Monday, April 20, 2009

(2) The Spirit

After settling in at the Divinity School, I wasted no time moving
fast into my prime academic interest-- the field of Pneumatology.
Many consider this the study of the Holy Spirit, but it actually has
a wider horizon on into the broad approach to "spirits." Since I
was a non-denominational student, I took the wider range when
it came to the Spirit.

The word "Pneuma" was actually the word that the ancient Greek
philosophers employed for the Spirit. Long before Christianity,
educated pagans had considered the Spirit. Generally speaking,
they thought of the Pneuma as a kind of energetic energy or "Fire."
They related the Pneuma to the Logos, which (for them) was the
Godhead, the Plenum or Foundation of the universe--and the
Pneuma (or Spirit) ensued from the Logos, touching everything,
the All of it. The Pneuma of the Logos was even involved in the
molding of the inanimate as well as the animate world. Everything
contained different levels of the Pneuma. And the ancient
philosophers of the Greco-Roman world considered the Pneuma
to be the prime carrier of "Reason," embodied by the concept of
the Logos.

In Judaism there was the idea of the Sophia, "Wisdom" if you will.
Philo Judaeus, a Hellenistic Jew who lived in ancient Alexandria,
adopted some of the early Greek philosophical ideas of the Logos.
However, his idea of the Logos as the "word of God," as in Scripture,
was specifically derived from Jewish Hellenistic wisdom literature
which used the word "wisdom" essentially as the "word of God."
Philo was talking about the Sophia as the Spirit.

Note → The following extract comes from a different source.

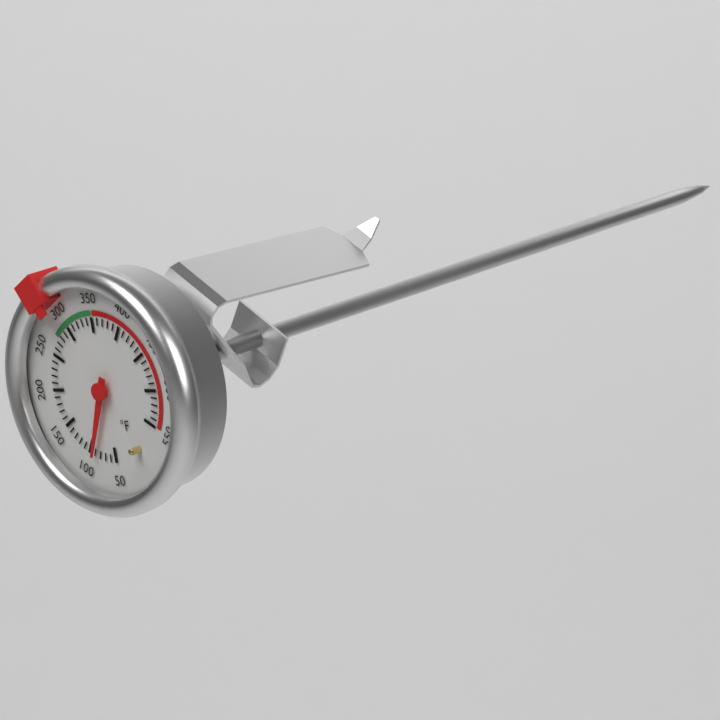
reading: 90 °F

Philo likened this wisdom, this Word,this Spirit as to a spring of
water--in that out of reason flowed speech. Especially important
in this analogy is that "reason" is the Source and the "speech"
is the Flow. Philo presents us with a two-fold Logos--a Ground of
Being out of which flows manifested intelligence.

He believed in archetypal ideas that framed our intelligible world.
And what we see manifested--visible objects--are likenesses of
these ideas. So like the macrocosm, man is a microcosm. Like the
Cosmos, man lives in a multidimensional context--there is within
him reason which he utters as thought.

And in the some of the earliest Christian writings, Christ said that
he had to leave the world in order to allow the "Paraclete" to come.
Christians define the Paraclete as the Holy Spirit, especially acting
as a Counselor. There's the Fire of the Holy Spirit that came down
upon the disciples as well as others during the Feast of Pentecost in
ancient Jerusalem, wherein they were able to talk in many different
tongues. In more modern times (as in ancient times) this particular
ability is considered a charism.

All in all, the idea of the Spirit has a long, very ancient history in
the Western World of ideas, in both philosophy and religion. And
in more common parlance, for most people, the concept of Spirit
is expressed by such analogies as Fire, Energy, Flow, Word, Wind,
Breath, and Intelligence.

So, along with my other theological subjects, I studied Pneumatology,
wrote my dissertation that traced the historical trek of the Spirit down
through the ages, and managed to take my advanced degree under
four years. So it was time to consider "what's next."

I probably could have stayed on at Harvard for awhile, likely as a
graduate assistant or instructor; but I realized that it was at that
point where I need decide seriously what my next step would be.
I really didn't want to continue floating at Harvard. I needed to think
through what might my future could hold.